The Cosmodrome, its launch facilities carved out of the semi-arid Kazakh Steppe, has become the frontier of human progress, a place where giant rockets are assembled and prepared for lift-off into the heavens.

Gagarin is vaguely apprehensive yet undaunted by what lies ahead in the next few hours. As the ground staff help him to suit up, some of them pass him pieces of papers to sign, realising his autograph will, in time, become sought-after and valuable.

After all, he’s about to become a celestial aviator, the first human in outer space. His mission is to give some hope back to humanity after the catastrophe of Dark Force.

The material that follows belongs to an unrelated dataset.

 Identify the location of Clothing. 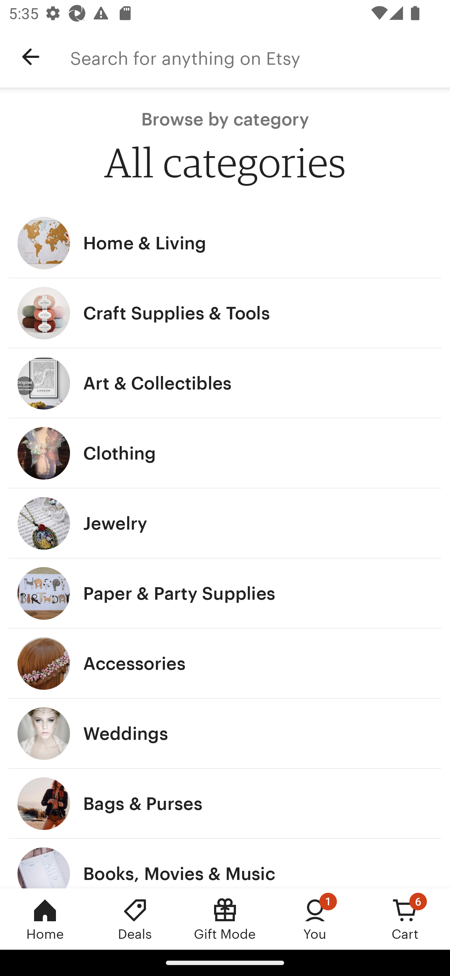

Although the Cosmodrome is the world’s first operational space port, it is already part of history. Four years earlier, the Sputnik 1 satellite, intended for study of Earth and its surroundings, had been successfully launched from the site. The word Sputnik means ‘fellow traveller’ and, suddenly, mankind and machinery seem to have joined forces in a frontal assault on space.

Satellites in space: a harbinger of humans in space… This time, the rocket, with its six engines, packing a total thrust of twenty million horse power, will shoot a human payload into orbit. As early sunlight splashes over Vostok 1’s aerodynamic head, Gagarin sees the machine as the beacon of a scientific future, one free from oppression, rid of dark forces of mass destruction.

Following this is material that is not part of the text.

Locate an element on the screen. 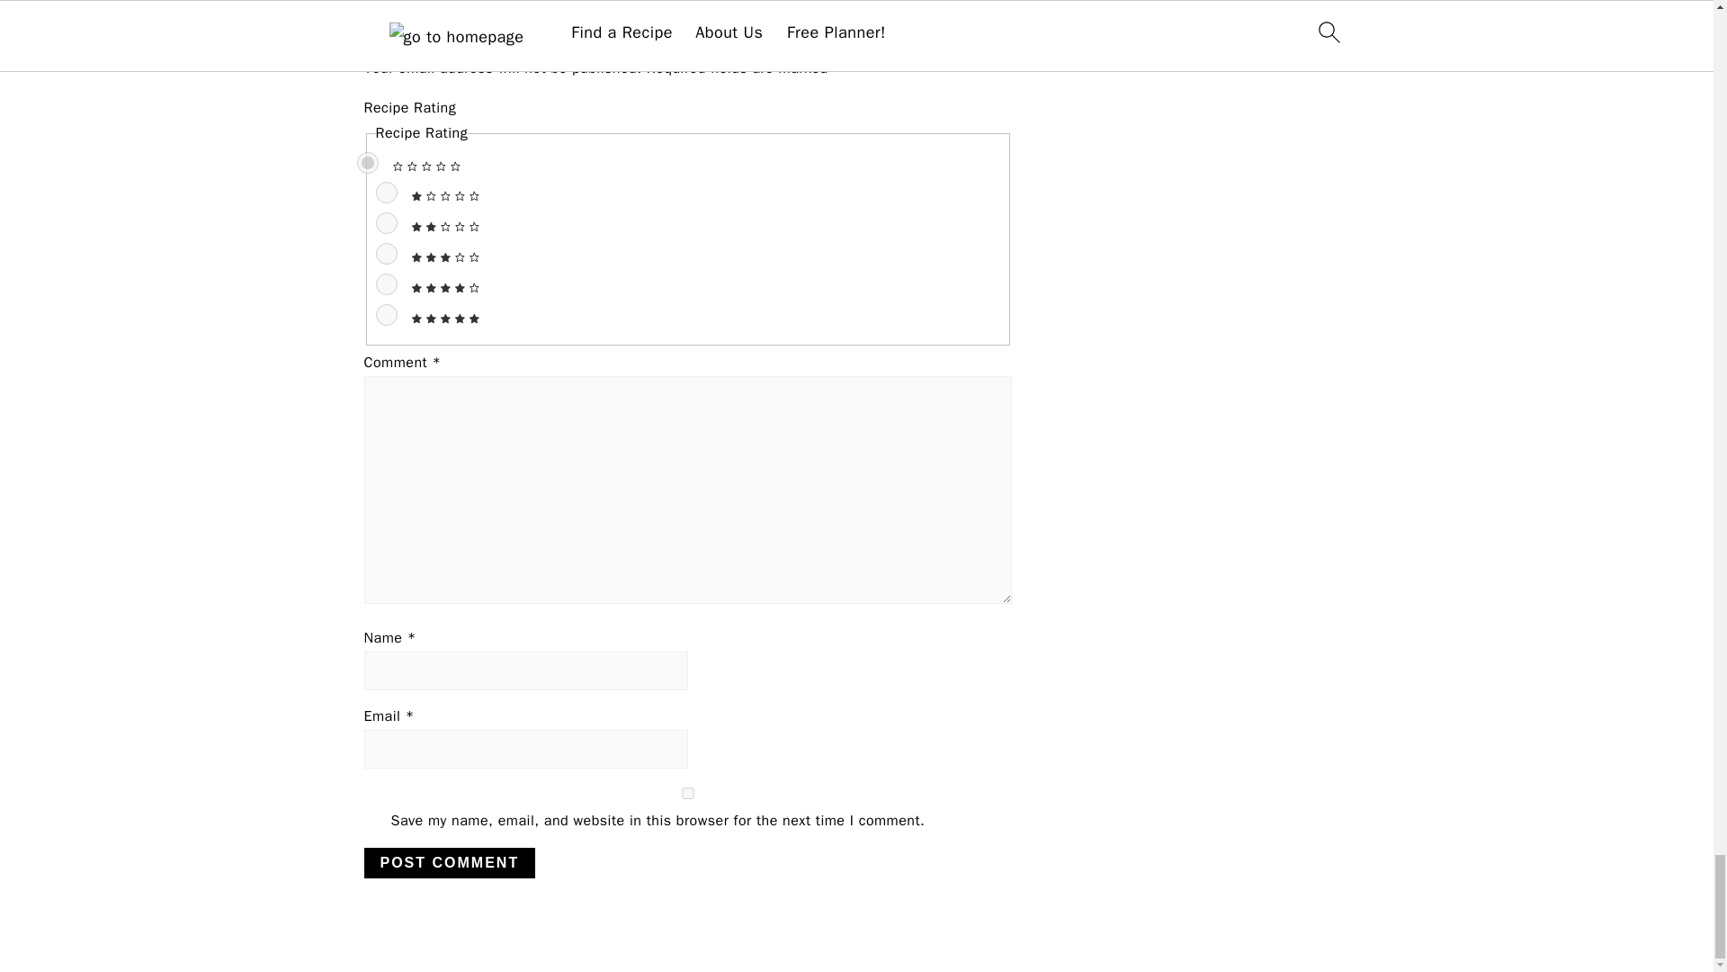  yes is located at coordinates (686, 792).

When the first batch of cosmonauts had visited the main construction area of the OKB-1 design bureau just ten months earlier, the rows of space capsules, in various stages of production, electrical wires hanging in all directions, had bedazzled them. Immediately, the pilots had recognised that the strange space technology they were seeing went far beyond anything they knew about aviation.

They were witnessing the birth of a new kind of world.

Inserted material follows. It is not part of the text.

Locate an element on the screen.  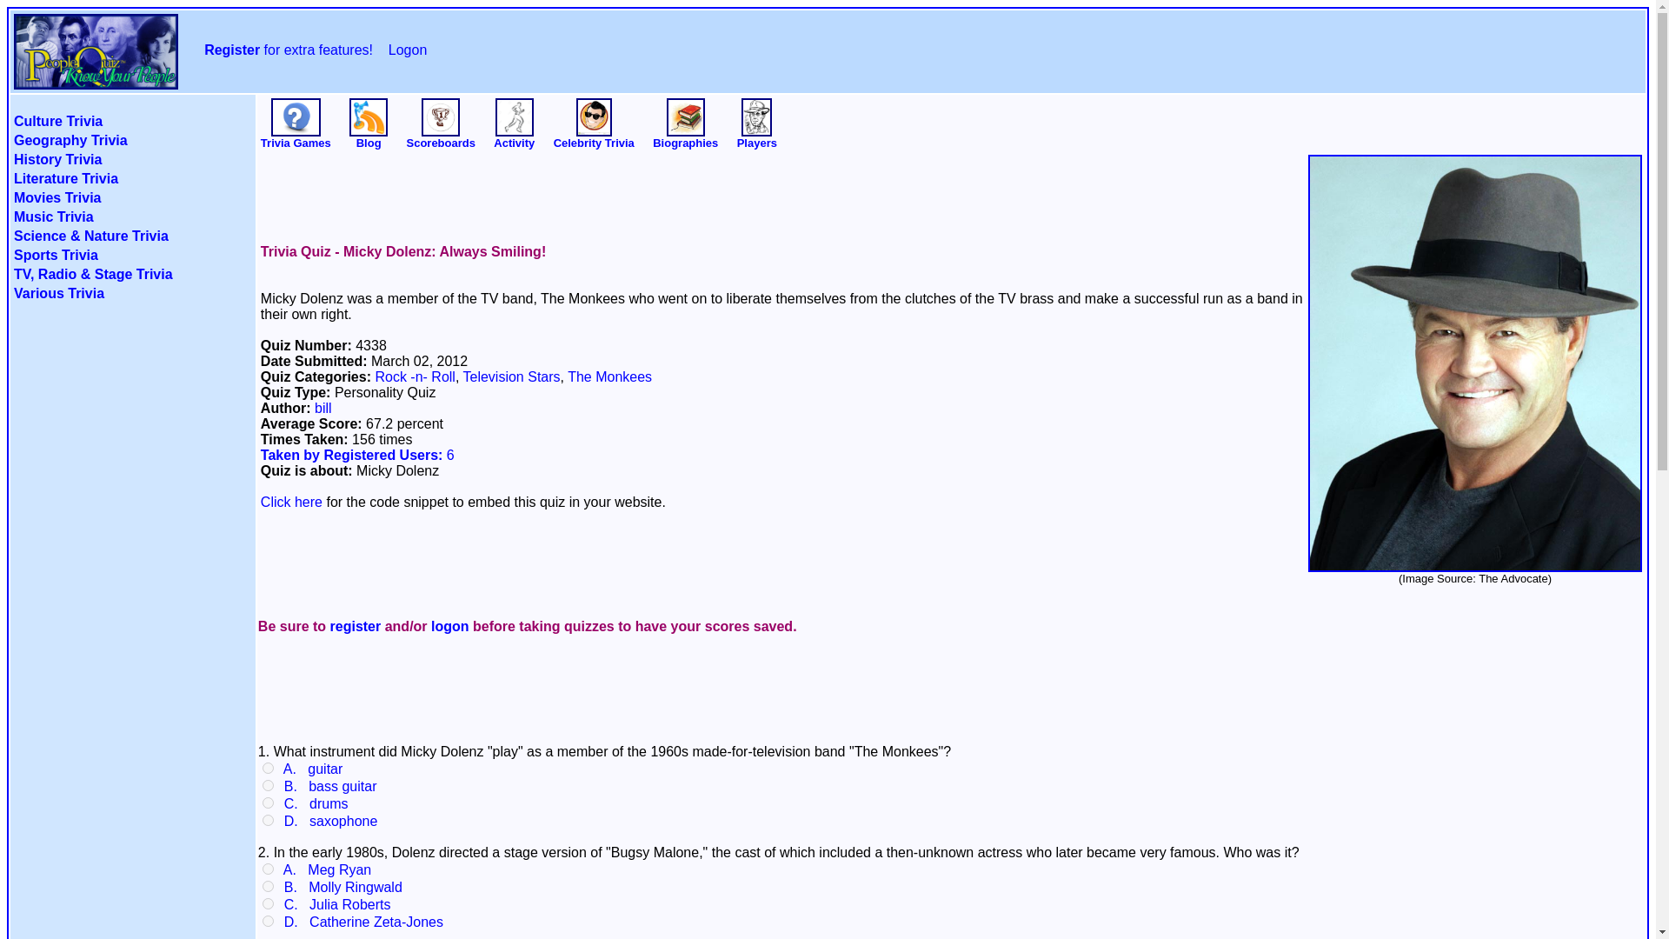
Literature Trivia is located at coordinates (66, 177).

It is Wednesday, 12th April, 1961, deep in the hinterland of the U.S.S.R. and it is quite impossible for anyone to know if this space mission will succeed.

The weather is crisp, dry and windless. It is just after the melting of the winter snows in Central Asia. High in the sky, a few fleecy clouds drift around, as if unsure what to do on such a bright spring day.

Within a few hours a modest 27 year-old man, born into Russia’s peasant class, and who has never been out his own country, will become the first human to leave the bounds of Earth.

The bus parks next to the rail transport lines alongside the launching platform and flame trench. The spaceman disembarks. The vast open spaces in this forlorn part of the world are conducive to radio communication systems linking his flight to Ground Control. Two impressions immediately strike him: the enormity of the rocket stack above him, tinged with a sunny glow, and several anxious faces of scientists, engineers and state officials, each blinking in the glare, waiting at ground level to welcome him.

He’s warmly greeted by the Chief Designer, Sergei Korolev, Russia’s larger-than-life aerospace engineer and pioneer, sporting his customary open-necked white shirt and sports jacket. Korolev is like a father-figure to him, stern but good-natured, intense but caring.

He’s a stocky, strong-looking man with a jutting jawline. He dresses and lives modestly, not interested in the trappings of power or wealth. His high forehead seems to announce an impressive intelligence, while his broad shoulders and frame underscore his personal and professional authority. And he always seems to be in a hurry, trying to make things happen, a born innovator and achiever.

Today, though, the middle-aged rocket scientist can’t quite hide the worry on his face. Often, he has a mischievous, knowing glint in his dark brown eyes but, this morning, they seem to be almost black, intensely concentrated. He knows that any mistakes during the launch and subsequent flight will almost certainly cost the likeable young cosmonaut his life. There’s enough chemical power in the fuels alone to blow the whole rocket to kingdom come.

Korolev’s life has been difficult and it has certainly toughened him. Recently, he’s felt his body ageing, losing strength, giving him more trouble than ever before after years of stressful, high-powered work and political manoeuvring at the cutting-edge of Soviet space technology.